I think you are just dismissing actual solutions because they are not perfect. Nothing will ever be perfect. They can only help solve the things that were more appropriately specified. If they are specified then we can measure how well each solution works to solve it for the cost of implementing and pick the best one.

Sure happy to define it.

- Person A, Person B and Person C are all “up to date” (seeing the same most recent message).

- The history of Person A can contain one or more messages that are not in the history of Person B *in any form*, not a deleted-message tombstone, nothing, no trace whatsoever. And the reverse. And the same for Person A-C, B-C.

- Additionally the history of Person A can be missing messages that appear in the history of Person B, again with no tombstone, no trace, no indication whatsoever that something is missing.

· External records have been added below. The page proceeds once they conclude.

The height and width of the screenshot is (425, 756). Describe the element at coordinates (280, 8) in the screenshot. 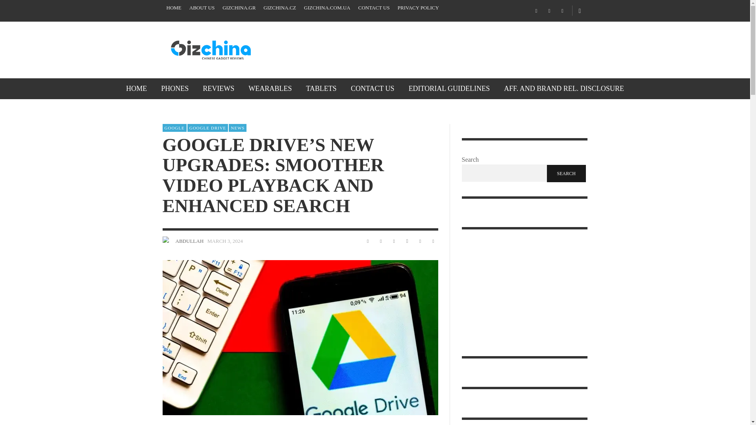

I see `GIZCHINA.CZ` at that location.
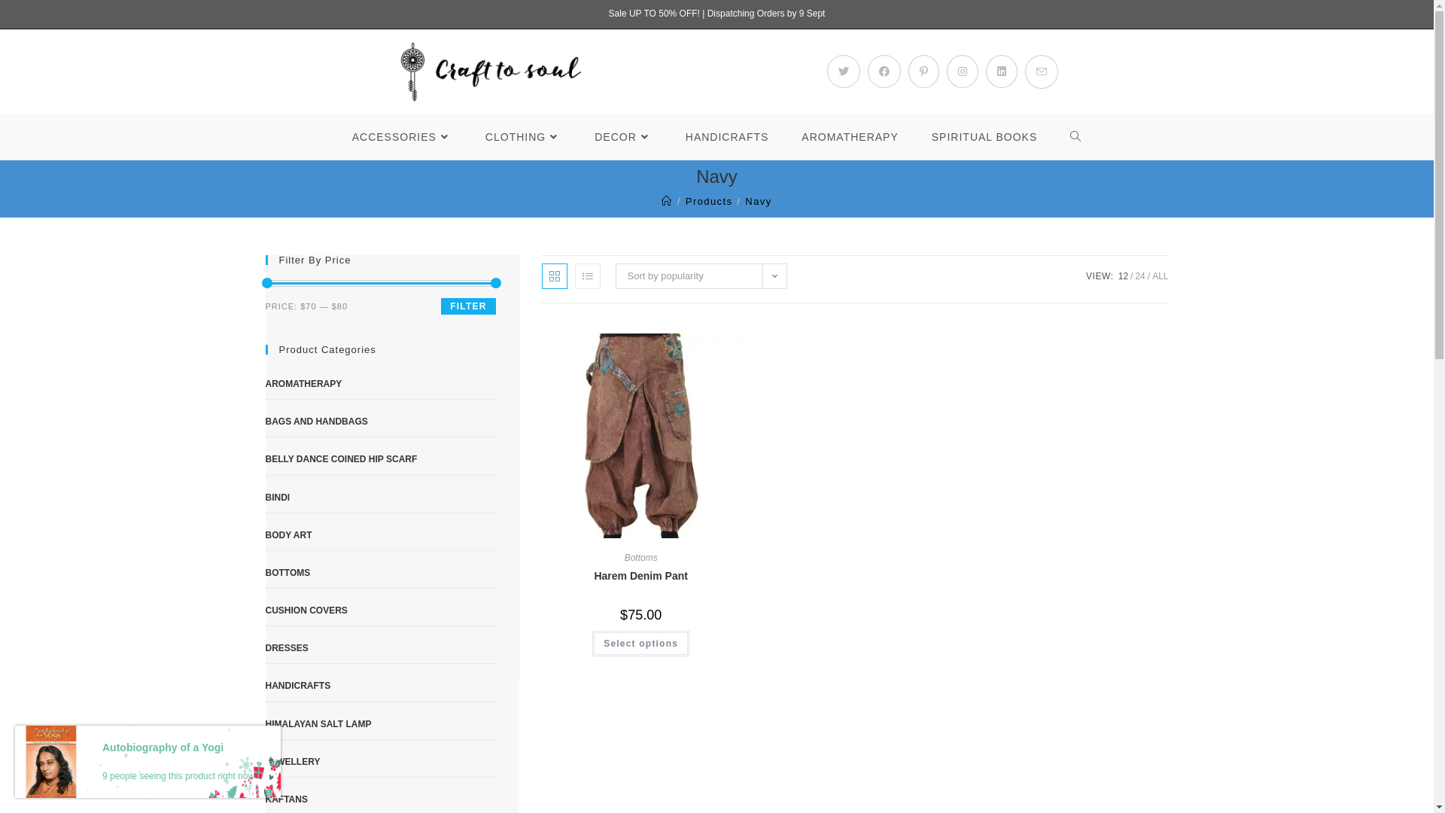 The height and width of the screenshot is (813, 1445). Describe the element at coordinates (850, 137) in the screenshot. I see `AROMATHERAPY` at that location.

-These "He sees it, she doesn't" messages can be sent simultaneously, so at the same time (and with a malicious client) Person D can send a separate message to Person A, a separate message to Person B, and a separate message to Person C. (or send to all but A at the same time).

Also I'd add that any detection method cannot result in a false positive and is therefore explicitly trusted.

The above combination of factors enables a level of social engineering that you can't really compare with what an attacker could achieve on Signal, WhatsApp, Telegram, etc. Yes of course people will get scammed anyway. Scammers love Telegram, and Telegram's serer ensures the above can't happen. What I'm arguing is that after getting scammed on Telegram it's fair to say (if cruel) that they have themselves to blame. For this case, if you game theory it out, I don't think we can say that they do fully have themselves to blame. It's a very unique attack vector.